The Tribune Democrat, Johnstown, PA

Local News

February 27, 2010

UPJ to offer continuing education for teachers

Beginning in the spring, Pitt-Johnstown will help make the lives of educators a little bit easier.

The university will launch its program

– Act 48 at Pitt-Johnstown – for prekindergarten through 12th grade teachers in 300 schools throughout a

79-district region including Cambria, Somerset, Bedford, Blair, Clearfield, Indiana, Westmoreland and Fayette counties.

Pennsylvania Act 48, which was enacted in 1999, in part requires teachers to complete 180 contact hours in continuing education activities every five years in order to maintain their state certification.

Paul Douglas Newman, program director and UPJ history professor, called the program a community project.

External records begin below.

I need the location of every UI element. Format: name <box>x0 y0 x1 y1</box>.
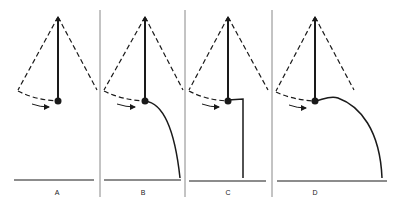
swing-arc <box>276 92 315 101</box>
swing-boundary-left <box>276 17 315 91</box>
pendulum-bob <box>142 98 149 105</box>
swing-boundary-right <box>145 17 183 90</box>
pivot-arrow-icon <box>312 16 318 21</box>
trajectory <box>145 101 180 178</box>
swing-arc <box>189 91 228 101</box>
panel-a <box>14 16 97 180</box>
panel-b <box>104 16 183 180</box>
panel-label-c: C <box>225 189 230 196</box>
pendulum-bob <box>225 98 232 105</box>
trajectory <box>315 97 382 178</box>
trajectory <box>228 99 243 178</box>
panel-d <box>276 16 387 181</box>
pivot-arrow-icon <box>142 16 148 21</box>
panel-c <box>189 16 268 181</box>
swing-arc <box>18 91 58 101</box>
panel-label-d: D <box>312 189 317 196</box>
panel-label-b: B <box>141 189 146 196</box>
swing-boundary-right <box>315 17 354 90</box>
swing-boundary-right <box>228 17 268 90</box>
motion-arrow <box>289 105 306 108</box>
swing-boundary-left <box>189 17 228 90</box>
motion-arrow <box>32 104 49 107</box>
panel-label-a: A <box>55 189 60 196</box>
pendulum-bob <box>55 98 62 105</box>
swing-arc <box>104 91 145 101</box>
motion-arrow <box>117 104 135 107</box>
swing-boundary-right <box>58 17 97 90</box>
swing-boundary-left <box>104 17 145 90</box>
pendulum-bob <box>312 98 319 105</box>
motion-arrow <box>202 104 219 107</box>
pivot-arrow-icon <box>55 16 61 21</box>
pendulum-diagram <box>0 0 402 204</box>
swing-boundary-left <box>18 17 58 90</box>
pivot-arrow-icon <box>225 16 231 21</box>
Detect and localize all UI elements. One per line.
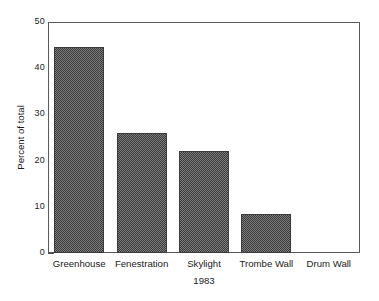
- bar-fenestration: [117, 133, 167, 253]
- bars-layer: [48, 22, 360, 253]
- y-tick-label: 40: [35, 63, 45, 72]
- y-tick-label: 0: [40, 248, 45, 257]
- x-axis-title: 1983: [48, 275, 360, 287]
- bar-trombe-wall: [241, 214, 291, 253]
- y-tick-label: 30: [35, 109, 45, 118]
- y-tick-label: 10: [35, 202, 45, 211]
- y-tick-major: [48, 253, 54, 254]
- y-tick-label: 50: [35, 17, 45, 26]
- bar-chart-figure: Percent of total 01020304050 GreenhouseF…: [0, 0, 379, 301]
- y-axis-title: Percent of total: [14, 22, 28, 253]
- y-tick-label: 20: [35, 156, 45, 165]
- x-tick-label-drum-wall: Drum Wall: [279, 258, 379, 270]
- bar-greenhouse: [54, 47, 104, 253]
- bar-skylight: [179, 151, 229, 253]
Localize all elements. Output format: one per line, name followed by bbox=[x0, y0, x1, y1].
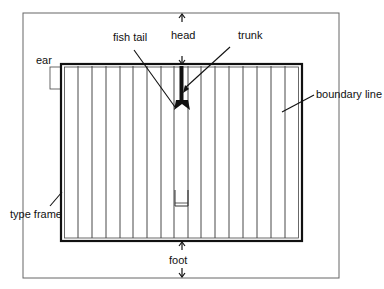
label-fish-tail: fish tail bbox=[113, 31, 147, 43]
bottom-bracket bbox=[175, 190, 188, 206]
label-boundary-line: boundary line bbox=[316, 88, 382, 100]
label-head: head bbox=[171, 29, 195, 41]
label-ear: ear bbox=[36, 54, 52, 66]
label-trunk: trunk bbox=[238, 29, 262, 41]
layout-diagram bbox=[0, 0, 384, 289]
trunk-bar bbox=[180, 66, 184, 102]
label-foot: foot bbox=[169, 254, 187, 266]
label-type-frame: type frame bbox=[10, 208, 62, 220]
ear-tab bbox=[50, 67, 61, 89]
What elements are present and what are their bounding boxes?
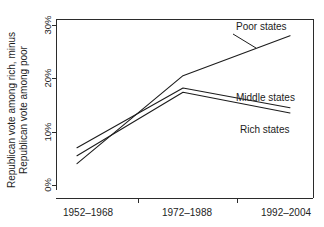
x-tick-label-1: 1952–1968 (63, 207, 113, 218)
poor-states-leader-line (233, 34, 256, 48)
chart-figure: Republican vote among rich, minus Republ… (0, 0, 324, 227)
y-tick-label-30: 30% (42, 15, 53, 35)
y-tick-label-0: 0% (42, 178, 53, 192)
series-label-poor-states: Poor states (236, 21, 287, 32)
series-label-middle-states: Middle states (236, 92, 295, 103)
y-tick-label-10: 10% (42, 122, 53, 142)
x-tick-label-3: 1992–2004 (261, 207, 311, 218)
series-label-rich-states: Rich states (240, 124, 289, 135)
y-tick-label-20: 20% (42, 68, 53, 88)
line-chart-plot: Republican vote among rich, minus Republ… (0, 0, 324, 227)
y-axis-title: Republican vote among rich, minus Republ… (6, 32, 29, 188)
y-axis-title-line2: Republican vote among poor (18, 45, 29, 174)
y-axis-title-line1: Republican vote among rich, minus (6, 32, 17, 188)
x-tick-label-2: 1972–1988 (162, 207, 212, 218)
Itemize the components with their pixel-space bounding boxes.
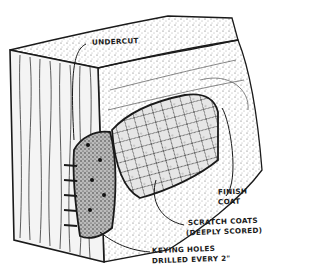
undercut-patch [73, 132, 115, 238]
finish-coat-label-line2: COAT [218, 198, 241, 207]
finish-coat-label-line1: FINISH [218, 187, 248, 197]
undercut-label: UNDERCUT [92, 37, 139, 47]
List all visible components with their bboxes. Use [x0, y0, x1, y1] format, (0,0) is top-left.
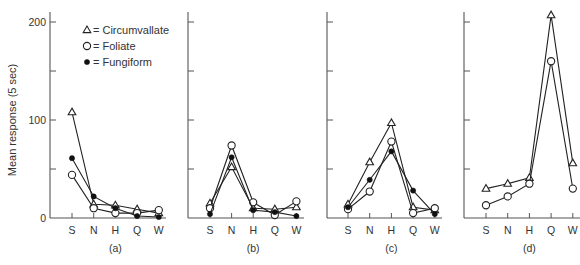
filled-circle-marker — [207, 211, 212, 216]
x-tick-label: S — [68, 224, 75, 236]
legend: = Circumvallate= Foliate= Fungiform — [83, 24, 169, 68]
open-circle-marker — [526, 180, 533, 187]
triangle-marker — [68, 108, 76, 115]
filled-circle-marker — [345, 205, 350, 210]
series-line-fungiform — [348, 151, 435, 214]
legend-item-fungiform: = Fungiform — [84, 56, 152, 68]
filled-circle-marker — [411, 188, 416, 193]
open-circle-marker — [228, 142, 235, 149]
filled-circle-marker — [156, 214, 161, 219]
series-line-circumvallate — [486, 15, 573, 188]
series-line-circumvallate — [348, 123, 435, 210]
legend-label: = Fungiform — [93, 56, 152, 68]
panel-caption: (c) — [385, 242, 397, 254]
legend-item-circumvallate: = Circumvallate — [83, 24, 169, 36]
filled-circle-marker — [113, 206, 118, 211]
x-tick-label: W — [154, 224, 164, 236]
open-circle-marker — [90, 205, 97, 212]
filled-circle-marker — [432, 211, 437, 216]
open-circle-marker — [548, 58, 555, 65]
x-tick-label: S — [206, 224, 213, 236]
x-tick-label: Q — [133, 224, 141, 236]
filled-circle-marker — [135, 213, 140, 218]
panel-c: SNHQW(c) — [327, 12, 442, 254]
x-tick-label: H — [388, 224, 396, 236]
legend-label: = Foliate — [93, 40, 136, 52]
filled-circle-marker — [69, 156, 74, 161]
open-circle-marker — [388, 138, 395, 145]
triangle-marker — [83, 26, 91, 33]
y-tick-label: 200 — [28, 16, 46, 28]
y-tick-label: 100 — [28, 114, 46, 126]
filled-circle-marker — [251, 208, 256, 213]
open-circle-marker — [83, 42, 90, 49]
legend-item-foliate: = Foliate — [83, 40, 135, 52]
x-tick-label: S — [482, 224, 489, 236]
filled-circle-marker — [367, 177, 372, 182]
open-circle-marker — [293, 198, 300, 205]
taste-response-chart: 0100200SNHQW(a)SNHQW(b)SNHQW(c)SNHQW(d) … — [0, 0, 580, 265]
x-tick-label: W — [430, 224, 440, 236]
triangle-marker — [388, 119, 396, 126]
panel-caption: (d) — [523, 242, 536, 254]
series-line-circumvallate — [72, 112, 159, 213]
panel-caption: (a) — [109, 242, 122, 254]
open-circle-marker — [482, 202, 489, 209]
open-circle-marker — [155, 207, 162, 214]
panel-d: SNHQW(d) — [464, 11, 580, 254]
open-circle-marker — [366, 188, 373, 195]
filled-circle-marker — [272, 210, 277, 215]
open-circle-marker — [68, 171, 75, 178]
triangle-marker — [366, 158, 374, 165]
legend-label: = Circumvallate — [93, 24, 169, 36]
x-tick-label: H — [526, 224, 534, 236]
filled-circle-marker — [91, 194, 96, 199]
triangle-marker — [526, 174, 534, 181]
y-tick-label: 0 — [40, 212, 46, 224]
triangle-marker — [547, 11, 555, 18]
x-tick-label: W — [291, 224, 301, 236]
x-tick-label: Q — [409, 224, 417, 236]
x-tick-label: N — [90, 224, 98, 236]
y-axis-label: Mean response (5 sec) — [6, 64, 18, 177]
x-tick-label: N — [228, 224, 236, 236]
filled-circle-marker — [229, 155, 234, 160]
triangle-marker — [569, 159, 577, 166]
panel-caption: (b) — [247, 242, 260, 254]
filled-circle-marker — [389, 149, 394, 154]
x-tick-label: H — [112, 224, 120, 236]
x-tick-label: S — [344, 224, 351, 236]
x-tick-label: N — [366, 224, 374, 236]
x-tick-label: Q — [271, 224, 279, 236]
open-circle-marker — [410, 210, 417, 217]
filled-circle-marker — [84, 59, 89, 64]
x-tick-label: N — [504, 224, 512, 236]
open-circle-marker — [569, 185, 576, 192]
x-tick-label: Q — [547, 224, 555, 236]
open-circle-marker — [504, 193, 511, 200]
panel-b: SNHQW(b) — [188, 12, 304, 254]
x-tick-label: W — [568, 224, 578, 236]
filled-circle-marker — [294, 213, 299, 218]
x-tick-label: H — [249, 224, 257, 236]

“We were receiving phone calls from area educators and alumni asking if we offered Act 48,” he said. “We are responding to that need.”

Credits will be available through three program formats: A day-long symposium, half-day Saturday sessions or week-long institutes.

The STEM – science, technology, engineering and math – full-day symposium will offer six contact hours. The first event will be held May 5 and the theme is “Try-Math-A-Lot for Teachers.” On May 8 the theme is “Energy.”

The Act 48 Saturdays program will offer 3.5 contact hours in discipline-specific instruction. Topics will include biology, chemistry, computer science, creative writing, social studies, Spanish and technology in the classroom. The first program is set to begin Sept. 18.

Summer institutes are week-long thematic, multi-disciplinary activities and offer 30 contact hours. Plans are still being finalized and the program should be fully operational for the 2010-2011 academic school year.

“School districts do offer these programs through in-service days where teachers can sit in on workshops and lessons, but the programs are very broad and general so everyone can participate,” Newman said. “By UPJ offering content-based Act 48 programs, it will be very specific and specialized to the areas teachers teach and work.”

Workshop activities for each program will be offered by UPJ faculty, guest speakers from other universities and the professional world and community elementary, middle and high school teachers.

Cost for each program varies.

Contact hours will be reported to the state Department of Education.

“The university is offering this as part of our broader mission to help primary, middle and high school teachers who are teaching our potential students; we are all connected with one another,” Newman said.